Step 8: Verify The Containment
Section titled “Step 8: Verify The Containment”jacqos verifyReplaying fixtures... decider-authorized-path.jsonl PASS (4 observations, 7 facts matched) decider-blocked-path.jsonl PASS (6 observations, 9 facts matched) happy-path.jsonl PASS (4 observations, 6 facts matched)
Checking invariants... no_double_hold PASS no_double_booking PASS reservation_requires_authorization PASS
All checks passed.To convince yourself the relay boundary is real, try writing a
rule that derives intent.reserve_slot directly from
atom(obs, "slot_decision.slot_id", slot) and reload. The loader
rejects the program at parse time before any fixture even runs.
Step 9: Try An Adversarial Proposal
Section titled “Step 9: Try An Adversarial Proposal”The point of decision containment is that the model can suggest
anything and the world stays safe. Add one more fixture that
demonstrates this — an llm.slot_decision_result that names a slot
the system has never heard of:
{"kind":"booking.request","payload":{"request_id":"req-3","email":"x@example.com","slot_id":"slot-42"}}{"kind":"llm.slot_decision_result","payload":{"request_id":"req-3","slot_id":"slot-DOES-NOT-EXIST","seq":1}}Run jacqos verify again. The proposal lands as a fact under
proposal.slot_choice, the decision rule produces
booking.decision.blocked_slot(req-3, slot-DOES-NOT-EXIST, "slot_unavailable"), and no intent.reserve_slot derives. The
hallucinated slot ID never reaches the booking API.
What Just Happened
Section titled “What Just Happened”You took the rung-5 booking app and wrapped its reserve-intent behind the LLM-decision-containment pattern. Concretely:
- The model’s output is now a first-class
observation (
llm.slot_decision_result) that lands in the reservedproposal.*namespace, not a free-form action. - The relay-boundary loader check refuses any rule that would bypass the namespace.
- Three explicit decision rules (authorize, block, escalate) are the only legal path from a proposal to an executable intent.
- A named invariant
(
reservation_requires_authorization) is the independent backstop against the decision rules themselves having bugs. - Two fixtures plus an adversarial fixture prove the pattern with digest-backed evidence.

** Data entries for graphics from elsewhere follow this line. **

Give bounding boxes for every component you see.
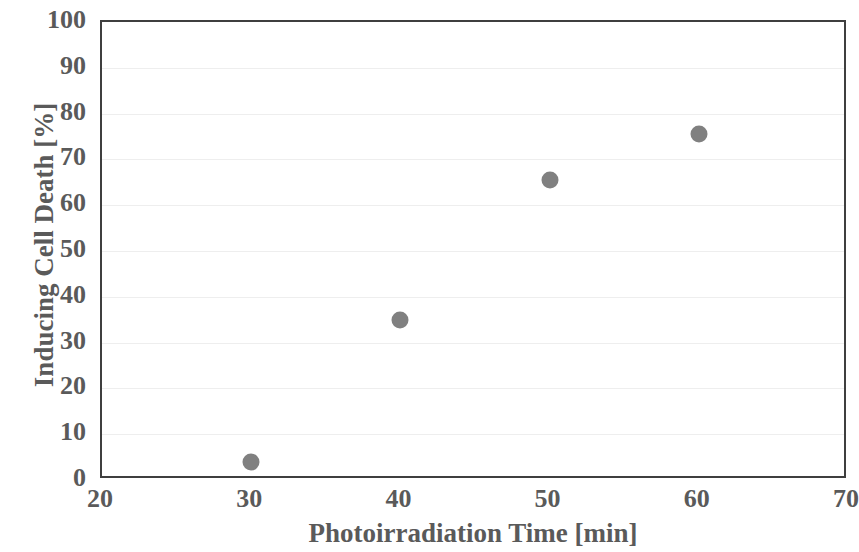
x-tick-label: 30 [209, 486, 289, 512]
gridline [102, 434, 844, 435]
y-tick-label: 50 [16, 236, 86, 262]
y-tick-label: 10 [16, 419, 86, 445]
y-tick-label: 100 [16, 7, 86, 33]
gridline [102, 68, 844, 69]
x-tick-label: 40 [358, 486, 438, 512]
data-point [541, 172, 558, 189]
gridline [102, 159, 844, 160]
y-tick-label: 60 [16, 190, 86, 216]
y-tick-label: 40 [16, 282, 86, 308]
data-point [392, 311, 409, 328]
gridline [102, 343, 844, 344]
y-tick-label: 20 [16, 373, 86, 399]
gridline [102, 388, 844, 389]
data-point [690, 126, 707, 143]
x-tick-label: 60 [657, 486, 737, 512]
gridline [102, 297, 844, 298]
y-tick-label: 80 [16, 99, 86, 125]
y-axis-tick-labels: 0102030405060708090100 [0, 20, 86, 478]
scatter-chart-figure: Inducing Cell Death [%] 0102030405060708… [0, 0, 859, 552]
x-tick-label: 70 [806, 486, 859, 512]
gridline [102, 251, 844, 252]
data-point [243, 453, 260, 470]
plot-area [100, 20, 846, 478]
y-tick-label: 90 [16, 53, 86, 79]
x-axis-tick-labels: 203040506070 [100, 486, 846, 516]
x-axis-title: Photoirradiation Time [min] [100, 518, 846, 549]
gridline [102, 205, 844, 206]
gridline [102, 114, 844, 115]
x-tick-label: 50 [508, 486, 588, 512]
y-tick-label: 30 [16, 328, 86, 354]
x-tick-label: 20 [60, 486, 140, 512]
y-tick-label: 70 [16, 144, 86, 170]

The same shape works for any AI-proposed action. Refund decisions, incident-remediation steps, procurement orders, customer-service escalations — the proposal-then-decide pipeline is identical.
What To Read Next
Section titled “What To Read Next”You are at rung 6. The natural next step is multi-agent.
- Compose Multiple Agents — rung 7. Add a triage agent that proposes which clinic should handle the booking, and watch shared-reality coordination produce a deterministic result without a workflow graph.
- LLM Decision Containment — the pattern reference, with the full Chevy walkthrough as the worked example.
- Action Proposals — deep
authoring guide for
proposal.*and ratification rules.
If you want to understand why this composes — why two agents writing into the same shared model never deadlock or drift — head to Model-Theoretic Foundations.